Optical instruments combine lenses, mirrors, and apertures to magnify or resolve objects beyond unaided eye capability. Microscopes maximize angular magnification and resolution; telescopes maximize light-gathering and angular magnification. Each type involves design tradeoffs between magnification, resolution, aberration correction, and field of view.
From your study of magnification, you know that linear magnification describes how much larger an image is than the object in size, while angular magnification describes how much larger an object appears in terms of the angle it subtends at your eye. For instruments viewed by the eye — microscopes, telescopes, binoculars — angular magnification is the relevant quantity because perception depends on the angle, not the physical image size. The design challenge for every optical instrument is to maximize useful angular magnification and resolution (the ability to distinguish fine details) while managing unavoidable tradeoffs.
A compound microscope uses two lenses in series. The objective lens (near the specimen) forms a real, magnified, inverted intermediate image of the object. The eyepiece then acts as a magnifying glass applied to that intermediate image, enlarging it further for the observer's eye.

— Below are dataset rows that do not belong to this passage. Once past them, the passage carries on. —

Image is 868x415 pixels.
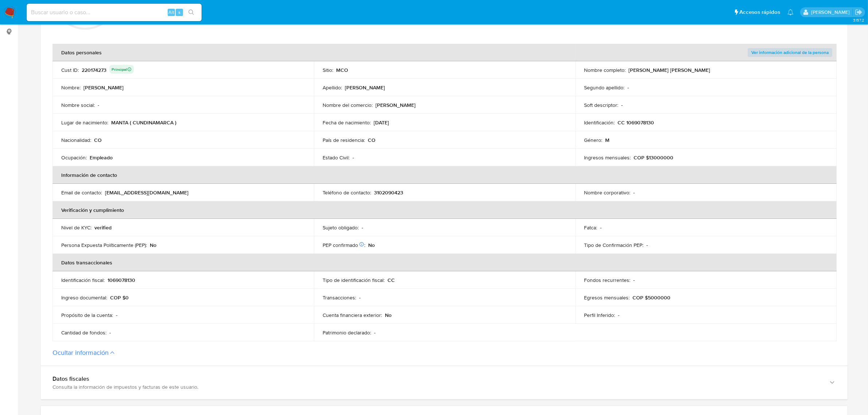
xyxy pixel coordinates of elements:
[853,17,864,23] span: 3.157.2
[169,9,174,16] span: Alt
[26,8,202,17] input: Buscar usuario o caso...
[811,9,852,16] p: camila.baquero@mercadolibre.com.co
[178,9,181,16] span: s
[739,8,780,16] span: Accesos rápidos
[787,9,793,16] a: Notificaciones
[184,7,199,17] button: search-icon
[855,8,863,16] a: Salir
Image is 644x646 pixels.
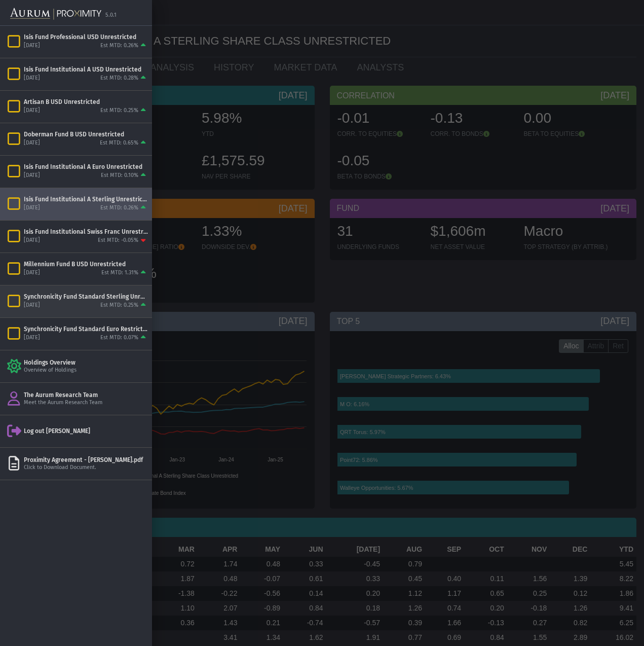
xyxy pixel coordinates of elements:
[24,366,148,374] div: Overview of Holdings
[105,12,116,19] div: 5.0.1
[24,302,40,309] div: [DATE]
[24,65,148,74] div: Isis Fund Institutional A USD Unrestricted
[24,391,148,399] div: The Aurum Research Team
[24,98,148,106] div: Artisan B USD Unrestricted
[24,75,40,82] div: [DATE]
[24,464,148,472] div: Click to Download Document.
[24,107,40,115] div: [DATE]
[98,237,139,244] div: Est MTD: -0.05%
[24,130,148,139] div: Doberman Fund B USD Unrestricted
[24,359,148,366] div: Holdings Overview
[100,139,139,147] div: Est MTD: 0.65%
[24,42,40,50] div: [DATE]
[24,456,148,464] div: Proximity Agreement - [PERSON_NAME].pdf
[10,2,102,25] img: Aurum-Proximity%20white.svg
[24,292,148,301] div: Synchronicity Fund Standard Sterling Unrestricted
[100,75,139,82] div: Est MTD: 0.28%
[24,163,148,171] div: Isis Fund Institutional A Euro Unrestricted
[24,260,148,268] div: Millennium Fund B USD Unrestricted
[24,33,148,41] div: Isis Fund Professional USD Unrestricted
[24,399,148,406] div: Meet the Aurum Research Team
[24,334,40,342] div: [DATE]
[24,139,40,147] div: [DATE]
[24,269,40,277] div: [DATE]
[102,269,139,277] div: Est MTD: 1.31%
[100,107,139,115] div: Est MTD: 0.25%
[100,334,139,342] div: Est MTD: 0.07%
[24,195,148,203] div: Isis Fund Institutional A Sterling Unrestricted
[24,325,148,333] div: Synchronicity Fund Standard Euro Restricted
[24,228,148,235] div: Isis Fund Institutional Swiss Franc Unrestricted
[24,172,40,179] div: [DATE]
[100,42,139,50] div: Est MTD: 0.26%
[101,172,139,179] div: Est MTD: 0.10%
[24,427,148,435] div: Log out [PERSON_NAME]
[100,302,139,309] div: Est MTD: 0.25%
[24,204,40,212] div: [DATE]
[24,237,40,244] div: [DATE]
[100,204,139,212] div: Est MTD: 0.26%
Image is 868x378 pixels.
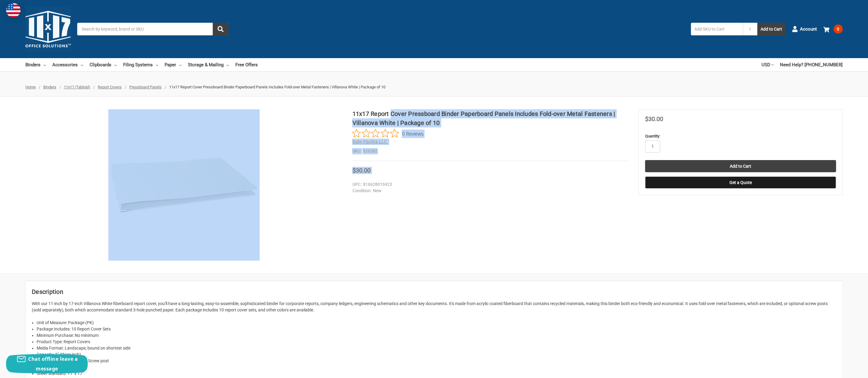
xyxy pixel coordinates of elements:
li: Media Format: Landscape, bound on shortest side [37,345,836,351]
li: Minimum Purchase: No minimum [37,332,836,339]
a: Clipboards [90,58,117,71]
dd: New [353,188,625,194]
input: Add SKU to Cart [690,23,743,36]
input: Add to Cart [645,160,836,172]
label: Quantity: [645,133,836,139]
li: Unit of Measure: Package (PK) [37,319,836,326]
button: Chat offline leave a message [6,354,88,373]
button: Add to Cart [757,23,786,36]
a: Binders [43,85,56,89]
p: With our 11-inch by 17-inch Villanova White fiberboard report cover, you'll have a long-lasting, ... [32,300,836,313]
a: Account [792,21,817,37]
li: Sheet Standard: 11" x 17" [37,370,836,376]
img: 11x17.com [26,6,71,51]
a: Binders [26,58,46,71]
dd: 816628016923 [353,181,625,188]
h1: 11x17 Report Cover Pressboard Binder Paperboard Panels Includes Fold-over Metal Fasteners | Villa... [353,109,628,127]
li: Increase Page Capacity by: Screw post [37,358,836,363]
a: Accessories [52,58,83,71]
button: Rated 0 out of 5 stars from 0 reviews. Jump to reviews. [353,129,423,138]
a: Ruby Paulina LLC. [353,139,388,144]
dt: SKU: [353,148,361,155]
span: 11x17 Report Cover Pressboard Binder Paperboard Panels Includes Fold-over Metal Fasteners | Villa... [169,85,385,89]
a: Need Help? [PHONE_NUMBER] [780,58,842,71]
span: Chat offline leave a message [28,355,78,372]
li: Sheet Size: Tabloid / Ledger [37,363,836,370]
a: Pressboard Panels [129,85,161,89]
a: Filing Systems [123,58,158,71]
li: Capacity: 3" (three inch) [37,351,836,358]
input: Search by keyword, brand or SKU [77,23,228,36]
dt: Condition: [353,188,371,194]
button: Get a Quote [645,177,836,189]
a: Home [26,85,36,89]
a: Free Offers [235,58,257,71]
img: duty and tax information for United States [6,3,20,17]
span: $30.00 [645,115,663,123]
a: Report Covers [98,85,122,89]
span: Account [800,26,817,33]
a: USD [762,58,774,71]
dt: UPC: [353,181,361,188]
dd: 526382 [353,148,628,155]
a: 11x17 (Tabloid) [64,85,90,89]
span: 0 [833,25,842,34]
a: Storage & Mailing [188,58,229,71]
li: Package Includes: 10 Report Cover Sets [37,326,836,332]
h2: Description [32,287,836,296]
a: Paper [165,58,181,71]
li: Product Type: Report Covers [37,339,836,345]
a: 0 [823,21,842,37]
span: $30.00 [353,167,370,174]
img: 11x17 Report Cover Pressboard Binder Paperboard Panels Includes Fold-over Metal Fasteners | Villa... [108,109,259,260]
span: 0 Reviews [402,129,423,138]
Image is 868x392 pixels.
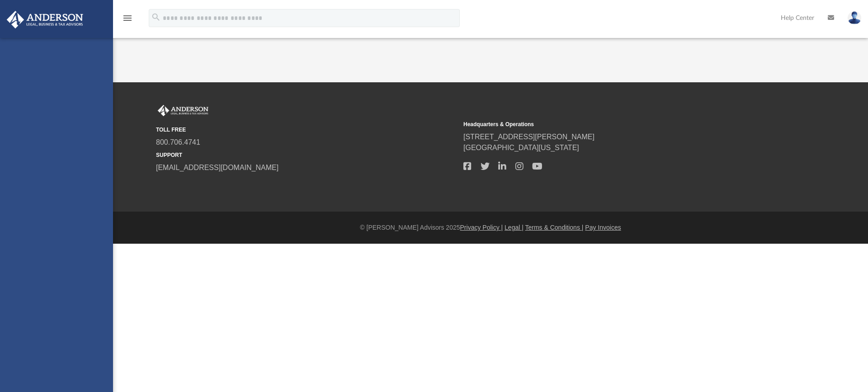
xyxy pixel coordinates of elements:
img: User Pic [848,11,861,24]
i: menu [122,13,133,23]
img: Anderson Advisors Platinum Portal [4,11,86,28]
a: [STREET_ADDRESS][PERSON_NAME] [463,133,595,141]
a: menu [122,17,133,23]
a: Legal | [504,224,524,231]
a: [EMAIL_ADDRESS][DOMAIN_NAME] [156,164,279,171]
a: Privacy Policy | [460,224,503,231]
a: Terms & Conditions | [525,224,584,231]
div: © [PERSON_NAME] Advisors 2025 [113,223,868,233]
small: Headquarters & Operations [463,121,765,129]
img: Anderson Advisors Platinum Portal [156,105,210,117]
i: search [151,12,161,22]
small: SUPPORT [156,151,457,159]
small: TOLL FREE [156,126,457,134]
a: [GEOGRAPHIC_DATA][US_STATE] [463,144,579,151]
a: 800.706.4741 [156,138,200,146]
a: Pay Invoices [585,224,621,231]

The total angular magnification is approximately the product of the two: M_total ≈ M_objective × M_eyepiece. Increasing objective strength (shorter focal length) or the tube length increases magnification. But there is a hard physical ceiling: the diffraction limit. When features are smaller than roughly half the wavelength of light used (about 200 nm for visible light), diffraction blurs them beyond recovery — no amount of magnification can reveal what diffraction has already smeared. This explains why electron microscopes, which use shorter-wavelength electrons, can resolve cellular ultrastructure invisible to light microscopes.
A telescope solves a different problem: not making a nearby tiny object bigger, but gathering sufficient light from a distant, faint object and presenting it at a useful angular size. The large objective — a lens in a refractor or a curved mirror in a reflector — collects light; its area determines how faint an object can be detected. The eyepiece magnifies the image formed by the objective, with angular magnification M = f_objective / f_eyepiece. To magnify more, use a longer-focal-length objective or shorter-focal-length eyepiece. Resolution in a telescope is set by the diameter of the objective aperture, not focal length — larger apertures resolve finer angular separations and are why research telescopes are built as large as engineering allows.
Both instruments illustrate a universal design tension: magnification and resolution are not the same thing. Magnifying a blurry image just produces a bigger blur. Every optical instrument must balance these, along with additional constraints: aberrations (distortions introduced by imperfect lenses, corrected by combining multiple glass elements), field of view (the angular area visible at once), brightness (larger aperture helps; longer focal length hurts), and physical size. A microscope, telescope, camera, and the human eye each solve this tradeoff differently according to their purpose — but all are governed by the same underlying optics.